Tadeo blinked once, then a few more times.
“I don’t believe you.” ‘I wanted to end the world, too,’ he almost said.
‘I rose from the dead with so much rage that I was almost blinded by vengeance.’ But a girl had appeared to him in an alleyway, pressed a gun to his back, told him he had a responsibility.
“Don’t believe me, then,” said Satan. “I don’t need your faith.”
“You need my faith more than anything,” said Tadeo. “Or else you wouldn’t talk to me.” He allowed his eyes to shut just so that he wouldn’t have to stare at the devil’s body anymore. “What happened to your beauty?”
“This is what I am beneath it, ever since I fell from Heaven.”
“Why did you fall?”
Satan, suddenly, laughed. “I can’t say that I remember.”
“I’ve heard that it’s because of your vanity.”
“That makes sense to me,” the devil continued to joke. “I would cast someone down from paradise for vanity, as well.”
“It doesn’t bother you that you act like Him?
” Tadeo wasn’t sure where such a jab had come from inside him.
He supposed that he’d come, without even realizing it, to a revelation, about God and about his own religion.

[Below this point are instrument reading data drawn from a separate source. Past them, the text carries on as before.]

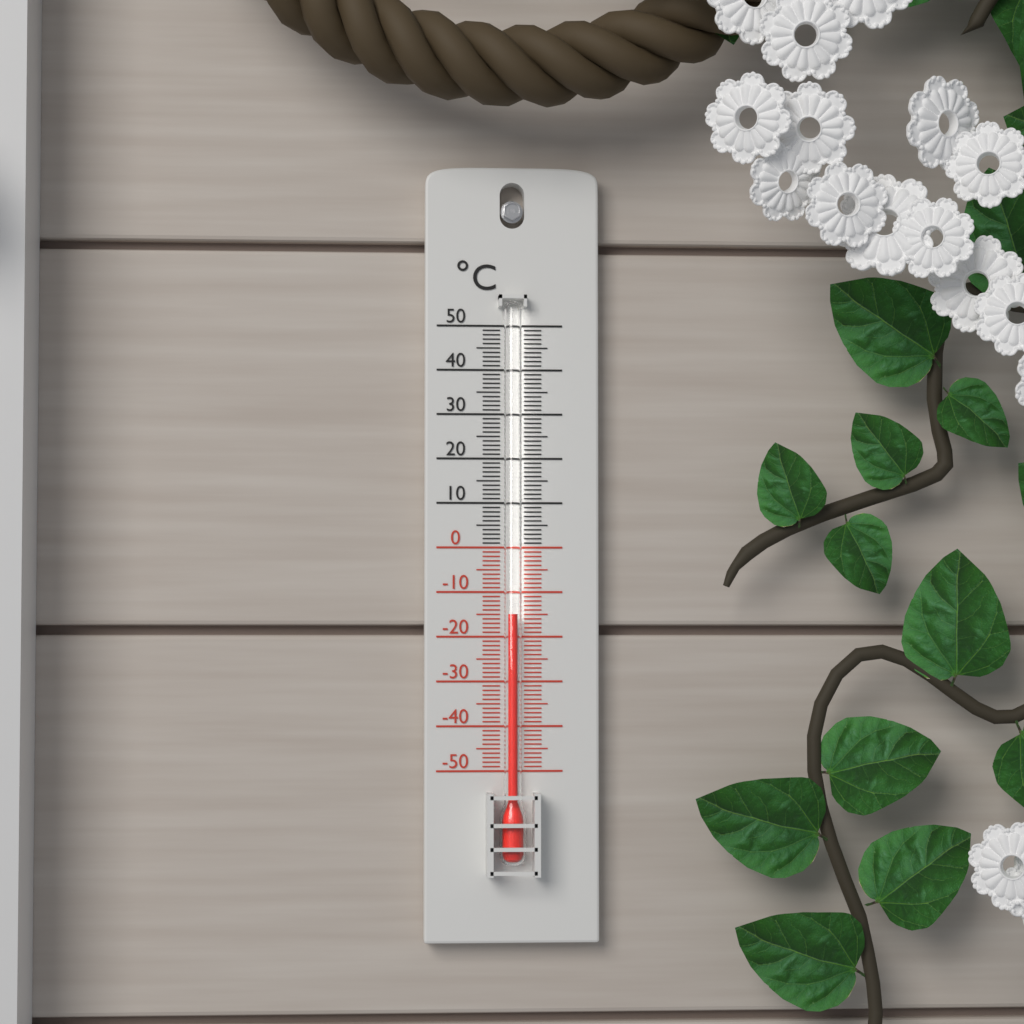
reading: -15 °C
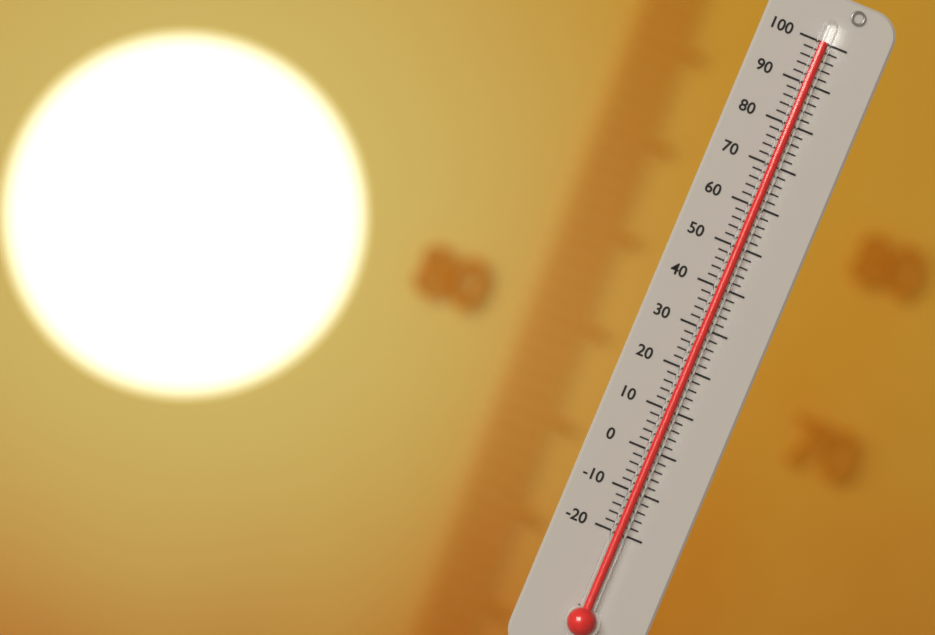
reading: 100 (no unit)
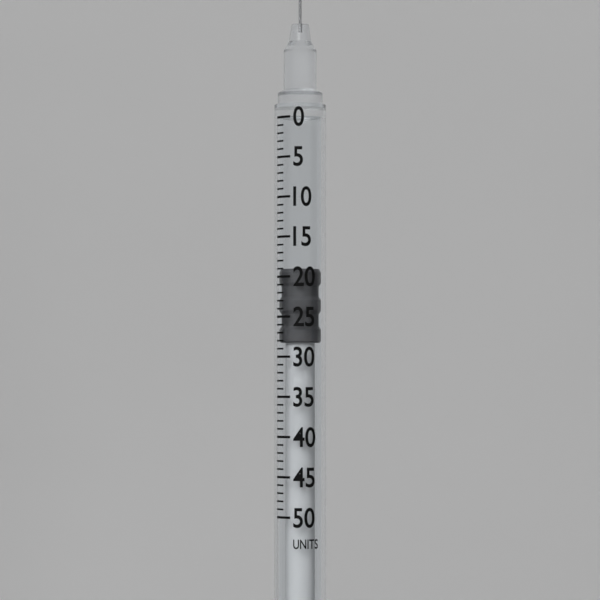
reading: 19 units
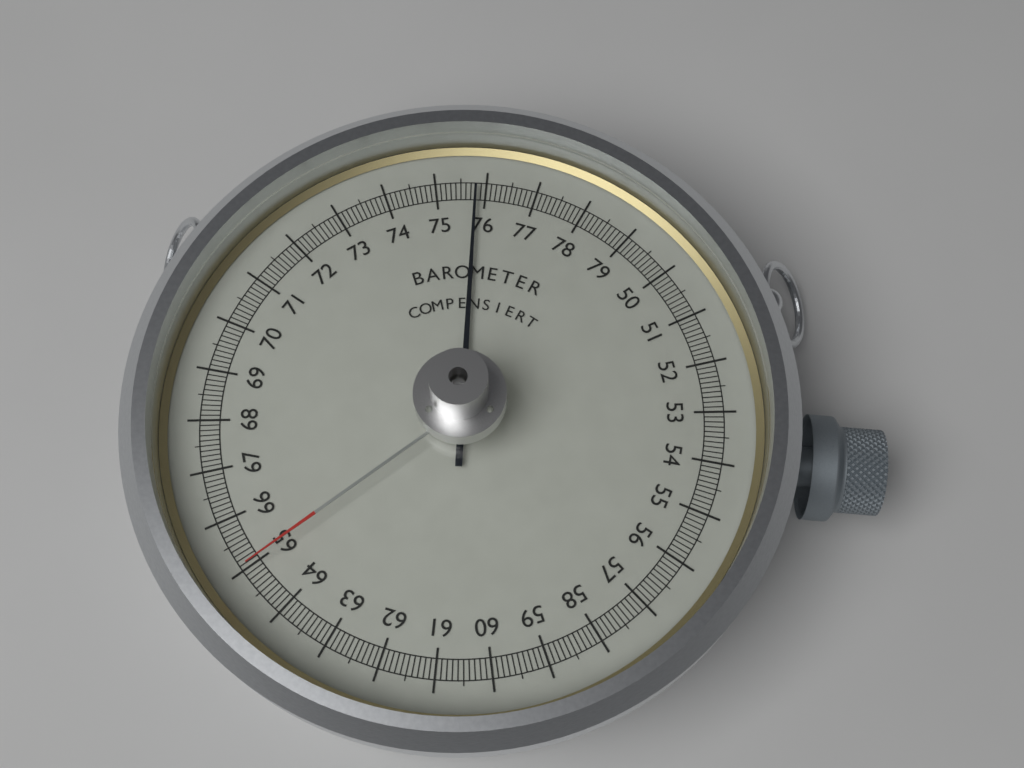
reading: 75.8 (no unit)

The word itself, religion, no longer felt adequate for what he felt.
This was something else, belief rooted in disbelief, the truth found for him in a lie.
Tadeo saw God in his pain, never in his joy.
To him, all the suffering was proof of God.
Love was proof that God could die. Tadeo could still taste Dante’s alcohol in his lips.
He could feel Joana’s shoulder that he often leaned against.
“I’m greater than Him, worse than Him.”
Tadeo couldn’t be sure what that meant, how greater and worse could ever mean the same. But he’d been told to love God, to fear Him — all his life. The Lord is good; the Lord is cruel.
“Tell me,” said the devil, stiffer, “how you plan to save what’s left of the Earth. You will still eventually die, and your successor may not make trees grow for the people. All the water is poisoned, and the stars have fallen from the sky.”
Tadeo admitted: “I don’t know.”
“I can save the world for us demons but humans will not survive long on it anymore. Maybe it is best for you to slaughter the remnants of humanity, then yourself, to stop everything once and for all.”
“Isn’t there another way?” Tadeo asked quietly.
“Isn’t there another way to stop this? Can’t we confront God?
” He opened his eyes again, finally. “If you think yourself so powerful, then why not face Him?” Satan was quiet, and Tadeo decided, then, to say what he’d felt earlier: “I can tell you why I’m different.
It’s because someone told me I had a responsibility to our people.
Even if they looked at me with scorn, I had a responsibility to meet them with grace.
It’s the right thing to do. And what I think is right and good is larger than myself; it’s larger than God. Isn’t that what you wanted to be?”
“There’s nothing rational about you.”
“There’s nothing rational about love,” confessed Tadeo. “Haven’t you ever loved someone, devil?”